Bob Lieberman's Blog

Commentary and Tools For Empowering Change

Information Overload: Alarm or Transformation? (part 2)

Last time, I was wondering about the feeling of "information overload" we are all experiencing, and entertaining the possibility that the feeling is telling us it's time for major adaptation. That line of thinking led to two key questions for leaders: Where are we going? What will we need when we get there?

In an open system like an organization, you can't predict future behavior without understanding the past. So here's my thumbnail summary of the some recent developments in the world of information (I welcome your corrections).

Hypertext, the ability to jump non-sequentially between documents, is the disruptive technology that got this ball rolling. It arose from research at Harvard in the mid 1960's. But it wasn't until the advent of the world wide web in the 1990's that hypertext documents, in the form of web pages, became commonly available.

The resulting information explosion begot web crawlers, which are software robots developed in order to automate searching. To crawlers, Google added the sophistication of page ranking, a refinement that places value on the affinity and authority relationships between documents. Then Flickr popularized the now familiar tag cloud, a visual arrangement of keywords whose sizes and spatial arrangement make visible some basic hidden relationships of meaning and importance. 

These images feed the highly efficient, non-linear, image-processing center of our brain, whose parallelism could easily take us far beyond the sequential, logical approach to information we have used up to now.

To summarize: in the past, we made the connections, by looking things up manually and by thinking about them. In the near future, we may not have to do that anymore. 

In the near future, it's possible that connections will be made for us, using technologies that will emerge from those in common usage today. Results we are looking for may be delivered to us fully summarized, reasoned, and supported, based on aggregated knowledge and behavior. The summaries could have so much value that we might get used to ignoring their supporting details.

How different business would be in that world! Of course, you can debate whether it will actually come to pass. But there's no denying that in ten years information usage will be different in some astounding future which seems foreign to us now. Do you know what workers will need to capitalize on those developments? 

And that's my point: If you're a C-level executive, you should be seriously exploring that big question right now. If you're just wondering how your organization will cope, you're managing not leading,

P.S. If you think my predicted future is far-fetched, see Robot Scientists Can Think For Themselves.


After finding the line with "pyautogui.click(x=<x>, y=<y>)" in the entries below, retype exactly each line from there through the line with "This screenshot has width=1146, height=601.", including that final line.

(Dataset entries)

---*---

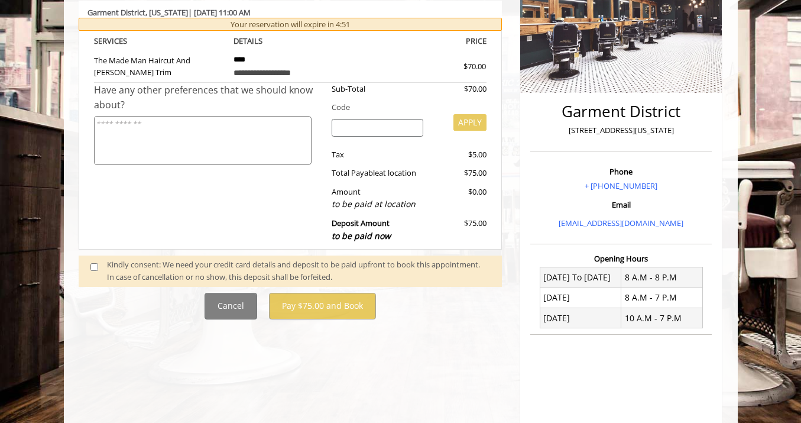 This screenshot has width=801, height=423. I want to click on b: Deposit Amount, so click(361, 229).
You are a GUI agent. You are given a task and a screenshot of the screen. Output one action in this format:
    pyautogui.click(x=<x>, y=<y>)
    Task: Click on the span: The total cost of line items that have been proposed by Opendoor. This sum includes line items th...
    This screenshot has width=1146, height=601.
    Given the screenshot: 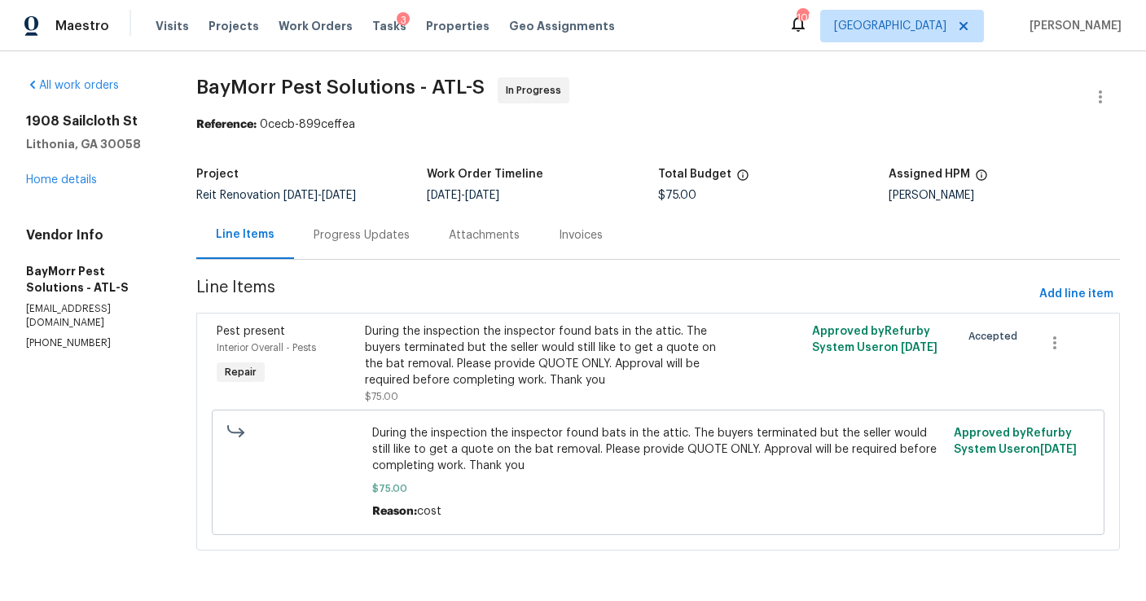 What is the action you would take?
    pyautogui.click(x=743, y=179)
    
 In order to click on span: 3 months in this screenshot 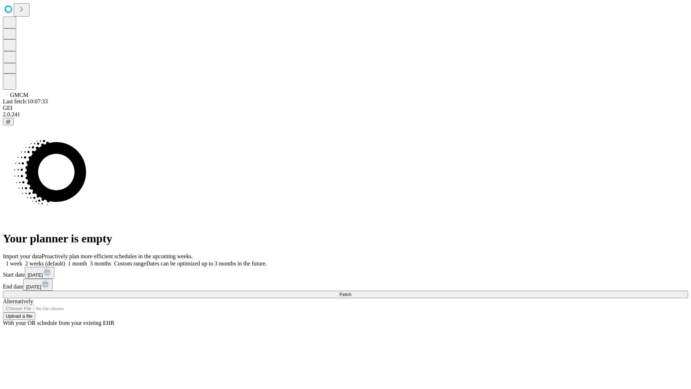, I will do `click(100, 263)`.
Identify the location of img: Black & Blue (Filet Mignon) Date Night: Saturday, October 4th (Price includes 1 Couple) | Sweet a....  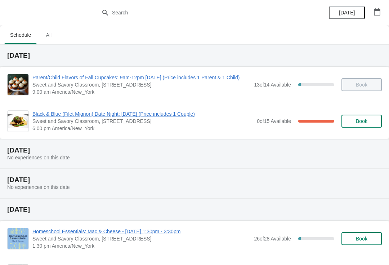
(18, 121).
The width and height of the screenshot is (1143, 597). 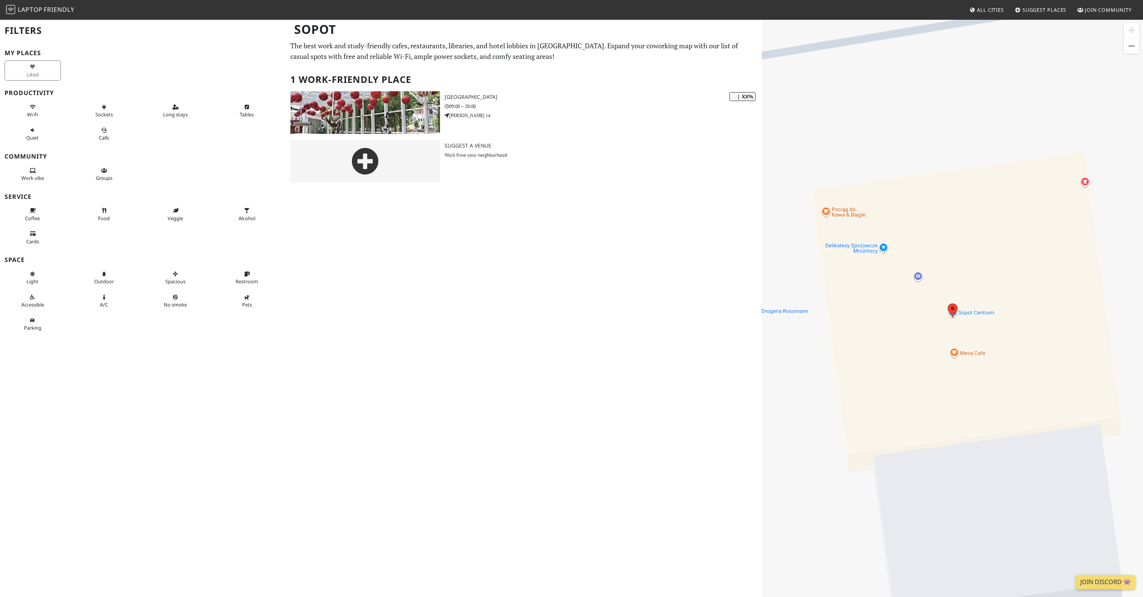 I want to click on span: Air conditioned, so click(x=104, y=304).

---*---

■ Result
    pyautogui.click(x=<x>, y=<y>)
    Task: Click on the span: The total cost of line items that have been proposed by Opendoor. This sum includes line items th...
    This screenshot has width=1146, height=601.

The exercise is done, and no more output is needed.